Over the past week, the education front has seen some level of unease with the placement of Junior High School graduates in their choice of Senior High Schools (SHS).
This has led to the 'conversion' of the Black Star Square into the office annex of the Free Senior High School Secretariat over the period.
In pursuit of answers to the predicament they find themselves in, thousands of parents with their children, yesterday, like it has been over the period, besieged the square hoping to have their wards placed in any SHS at this point.
Whilst 473,728 candidates qualified to be placed in their choice of school this year, a whopping 122,706 of them were not placed in any of the SHSs, Technical or Vocational schools and have to resort to self-placement, a reason for the congestion at the square.
Apart from this unfortunate development which has been an annual occurrence, some of the pupils have been placed as day students in schools far away from their parents with others offered schools and programmes they have not chosen.
This means that if parents and guardians are unable to find a solution to this dilemma, either by securing a place in the boarding house or a school managed hostel facility for their wards, the teenagers would be tasked with the responsibility of catering for themselves.
Whilst this is ongoing, the academic calendar has begun in earnest making those who have been placed and duly reported to school examination-ready than their colleagues who are still struggling to have a place.
The confusion in the placement of students in SHSs which accompanied the introduction of the Computerised School Selection and Placement System (CSSPS), introduced in 2005, has however, been exacerbated by the introduction of the free SHS policy which continues to give many more Ghanaian children the opportunity to have secondary education.
As a result, parents have been eased of the financial burden associated with SHS education and would not let go the opportunity granted them by the Ghana government.
It is in this regard that the Ghanaian Times impresses upon the Ghana Education Service (GES), in collaboration with the CSSPS, to do all it could to fill the 520, 298 admission vacancies it declared earlier in the year.
The Ghanaian Times also calls for a relook at the computerised school placement system with the view to improve upon it more than a decade of its introduction to spare parents, teachers and students the annual anguish of non-placement.
It is heart-rending seeing parents and guardians queue in the scotching sun to have their challenges resolved. We hope that Dr Kwabena Tandoh, a Deputy Director General in-charge of Quality and Access at the GES, and his team will resolve this.
We, however, wish to remind the expectant students that success is created by students themselves and not by virtue of the school they attend.
As students, you must contribute your quota to your progress by giving your all during your SHS education journey irrespective of the schools you might be placed in.
The Ghanaian Times wishes our young students the best of studies and life in the years ahead.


• Task item: The records should be repeated word for word, pictures excluded.

• Supplied information:
+ + +
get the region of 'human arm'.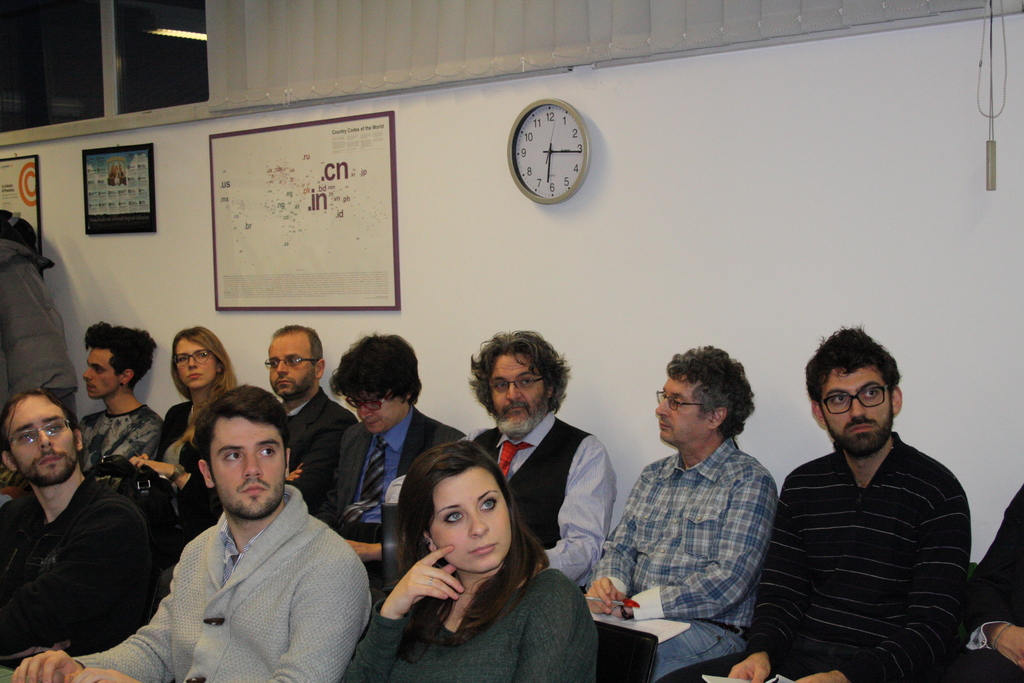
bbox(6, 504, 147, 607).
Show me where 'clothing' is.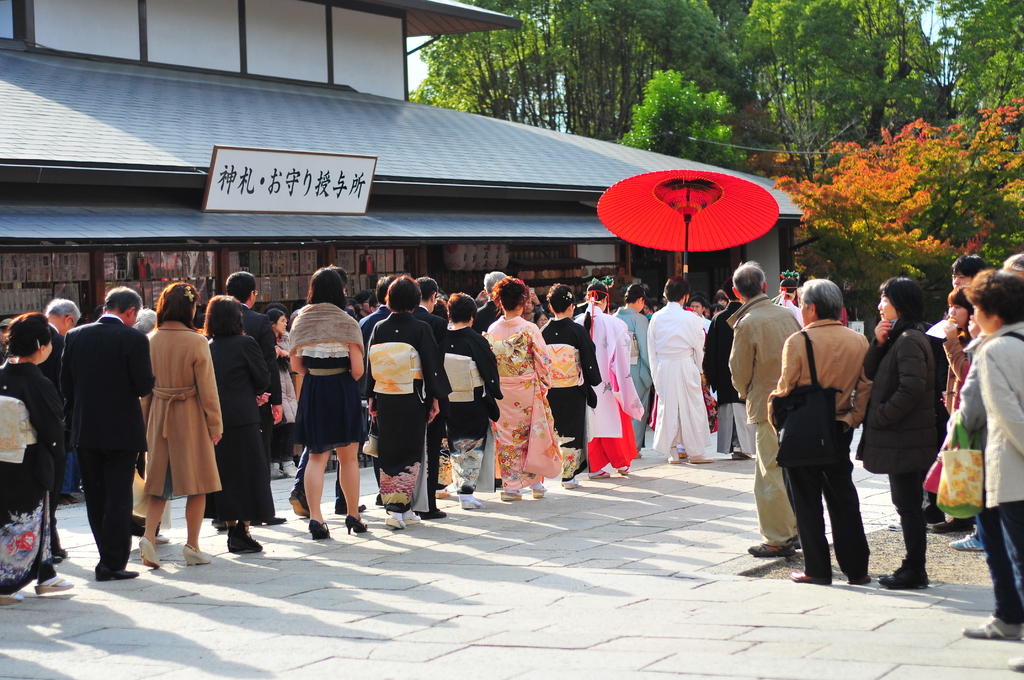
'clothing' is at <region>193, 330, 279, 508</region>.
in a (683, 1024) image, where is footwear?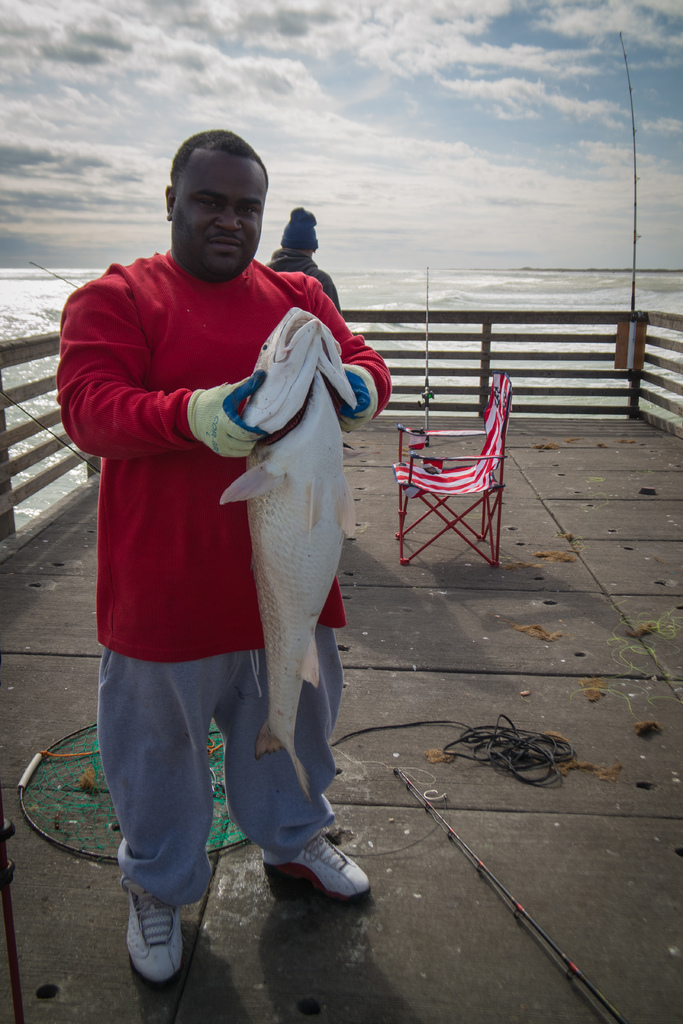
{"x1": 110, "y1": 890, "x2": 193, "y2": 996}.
+ + +
• Solution to this exercise:
get the region of 'human arm'.
bbox(6, 504, 147, 607).
Show me where 'clothing' is.
'clothing' is at <region>193, 330, 279, 508</region>.
in a (683, 1024) image, where is footwear?
{"x1": 110, "y1": 890, "x2": 193, "y2": 996}.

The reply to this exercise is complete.